Saturday, 31 January 2009

The xenophobia of Gordon Brown

With the wildcat strikes and walkouts by workers at oil and energy plants (which, no doubt, Cameron will soon be comparing to the 1970s) attracting some comment, it is to be hoped that people remember where it came from. It was a speech in 2007 by Gordon Brown with 28 uses of the word 'British' and 51 uses of the word 'Britain' (some of which were part of the phrase 'Great Britain', to be fair), Gordon Brown said:
this is our vision: [...] drawing on the talents of all to create British jobs for British workers.

and
And I want the new green technologies of the future to be the source of British jobs in British businesses.
Jim Murphy, apparently, doesn't agree, he's said
this free movement of labour across Europe is a great thing for Scots and for people throughout Britain

It's absolutely a consequence of Brown's speech:
Speaking on Friday from Wilton, on Teesside, one protester urged the prime minister to take action, saying: "All we want is for Gordon Brown to fulfil his promise. He said British jobs for British workers."
Some of the protesters have been saying that the protest is 'not racist' but is about foreign labour undercutting domestic workers in wage costs. I disagree - it is racist, otherwise the protest would be about the wages being paid rather than about who they were being paid to. It's a xenophobic protest and it's directly attributable to Gordon Brown's encouragement of British isolationism, done as some kind of signal to the mythical 'Middle England' (come, Frodo, vote Labour) that he's not some crazy Jock with a Braveheart attitude - with a side order of 'dish-the-Nats-back-home' for good measure.

Is this truly worth a few political points Mr Brown?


| Problem to work on |
Would you please copy each line of the listing that mentions "readercfgadmin"?

| Data under study |
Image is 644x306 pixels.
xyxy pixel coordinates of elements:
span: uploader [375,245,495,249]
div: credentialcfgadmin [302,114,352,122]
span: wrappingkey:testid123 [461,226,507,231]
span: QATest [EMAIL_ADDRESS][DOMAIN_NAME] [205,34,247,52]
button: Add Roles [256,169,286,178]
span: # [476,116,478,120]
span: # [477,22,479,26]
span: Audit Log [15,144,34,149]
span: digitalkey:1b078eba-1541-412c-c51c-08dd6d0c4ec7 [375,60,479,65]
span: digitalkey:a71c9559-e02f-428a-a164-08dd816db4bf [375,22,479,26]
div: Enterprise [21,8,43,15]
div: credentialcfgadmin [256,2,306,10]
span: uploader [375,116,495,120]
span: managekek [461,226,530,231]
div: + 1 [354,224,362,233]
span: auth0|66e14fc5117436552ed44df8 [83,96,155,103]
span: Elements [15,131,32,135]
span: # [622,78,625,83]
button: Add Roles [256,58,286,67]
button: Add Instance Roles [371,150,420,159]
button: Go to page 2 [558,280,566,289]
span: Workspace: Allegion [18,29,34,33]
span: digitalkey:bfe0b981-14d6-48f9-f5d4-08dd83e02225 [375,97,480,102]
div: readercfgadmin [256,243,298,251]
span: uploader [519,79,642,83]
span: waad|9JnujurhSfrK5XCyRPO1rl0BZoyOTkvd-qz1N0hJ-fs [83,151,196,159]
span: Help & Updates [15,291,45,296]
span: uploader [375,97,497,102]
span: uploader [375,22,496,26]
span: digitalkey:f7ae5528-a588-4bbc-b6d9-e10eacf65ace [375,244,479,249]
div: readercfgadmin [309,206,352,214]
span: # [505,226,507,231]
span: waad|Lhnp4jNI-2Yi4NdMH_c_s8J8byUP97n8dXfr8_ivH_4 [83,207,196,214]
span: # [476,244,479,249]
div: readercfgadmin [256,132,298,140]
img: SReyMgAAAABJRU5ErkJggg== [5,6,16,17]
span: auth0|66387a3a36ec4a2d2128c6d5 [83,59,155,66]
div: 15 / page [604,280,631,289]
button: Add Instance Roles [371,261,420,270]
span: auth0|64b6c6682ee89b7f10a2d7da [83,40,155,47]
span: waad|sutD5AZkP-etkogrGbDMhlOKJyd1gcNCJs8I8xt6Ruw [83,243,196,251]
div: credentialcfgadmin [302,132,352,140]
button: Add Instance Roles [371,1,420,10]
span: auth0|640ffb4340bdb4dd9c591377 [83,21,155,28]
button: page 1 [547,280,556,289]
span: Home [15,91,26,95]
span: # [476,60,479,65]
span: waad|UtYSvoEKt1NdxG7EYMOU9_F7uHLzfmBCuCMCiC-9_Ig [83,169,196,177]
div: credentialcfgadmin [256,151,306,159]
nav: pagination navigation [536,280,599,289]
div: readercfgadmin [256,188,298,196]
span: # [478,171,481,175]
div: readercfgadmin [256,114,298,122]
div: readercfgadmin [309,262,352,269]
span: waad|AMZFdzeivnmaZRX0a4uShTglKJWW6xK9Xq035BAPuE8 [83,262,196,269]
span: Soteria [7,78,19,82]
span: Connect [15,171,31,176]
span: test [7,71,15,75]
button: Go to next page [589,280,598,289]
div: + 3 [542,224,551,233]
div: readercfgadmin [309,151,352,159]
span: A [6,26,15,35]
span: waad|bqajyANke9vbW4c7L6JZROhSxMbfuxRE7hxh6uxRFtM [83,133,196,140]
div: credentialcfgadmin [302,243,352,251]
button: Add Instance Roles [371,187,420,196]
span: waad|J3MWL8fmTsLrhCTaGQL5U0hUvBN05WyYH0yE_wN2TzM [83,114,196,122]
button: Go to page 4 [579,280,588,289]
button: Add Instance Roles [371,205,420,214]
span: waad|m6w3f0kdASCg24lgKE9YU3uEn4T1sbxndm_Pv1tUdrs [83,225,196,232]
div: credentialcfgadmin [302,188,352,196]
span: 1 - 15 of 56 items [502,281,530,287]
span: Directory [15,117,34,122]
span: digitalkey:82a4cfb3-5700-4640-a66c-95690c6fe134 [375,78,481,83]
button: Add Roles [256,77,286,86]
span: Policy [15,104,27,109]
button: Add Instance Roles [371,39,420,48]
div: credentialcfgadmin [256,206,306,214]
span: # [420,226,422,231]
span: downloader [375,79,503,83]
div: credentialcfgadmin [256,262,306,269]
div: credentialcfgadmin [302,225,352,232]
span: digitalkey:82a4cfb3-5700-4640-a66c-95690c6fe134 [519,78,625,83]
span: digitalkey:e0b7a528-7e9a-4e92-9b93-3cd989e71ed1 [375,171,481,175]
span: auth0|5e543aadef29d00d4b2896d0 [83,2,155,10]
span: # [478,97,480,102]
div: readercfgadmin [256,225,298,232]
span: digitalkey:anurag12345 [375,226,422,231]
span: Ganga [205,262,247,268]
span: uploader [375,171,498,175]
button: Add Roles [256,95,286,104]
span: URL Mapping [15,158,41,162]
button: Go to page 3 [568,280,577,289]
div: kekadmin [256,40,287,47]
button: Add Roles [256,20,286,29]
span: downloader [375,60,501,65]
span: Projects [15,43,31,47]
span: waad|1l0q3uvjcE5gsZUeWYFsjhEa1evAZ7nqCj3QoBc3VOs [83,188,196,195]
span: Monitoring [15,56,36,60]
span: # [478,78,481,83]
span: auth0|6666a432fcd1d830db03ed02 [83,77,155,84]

| Solution for this exercise |
div: readercfgadmin [256,243,298,251]
div: readercfgadmin [309,206,352,214]
div: readercfgadmin [256,132,298,140]
div: readercfgadmin [256,188,298,196]
div: readercfgadmin [256,114,298,122]
div: readercfgadmin [309,262,352,269]
div: readercfgadmin [309,151,352,159]
div: readercfgadmin [256,225,298,232]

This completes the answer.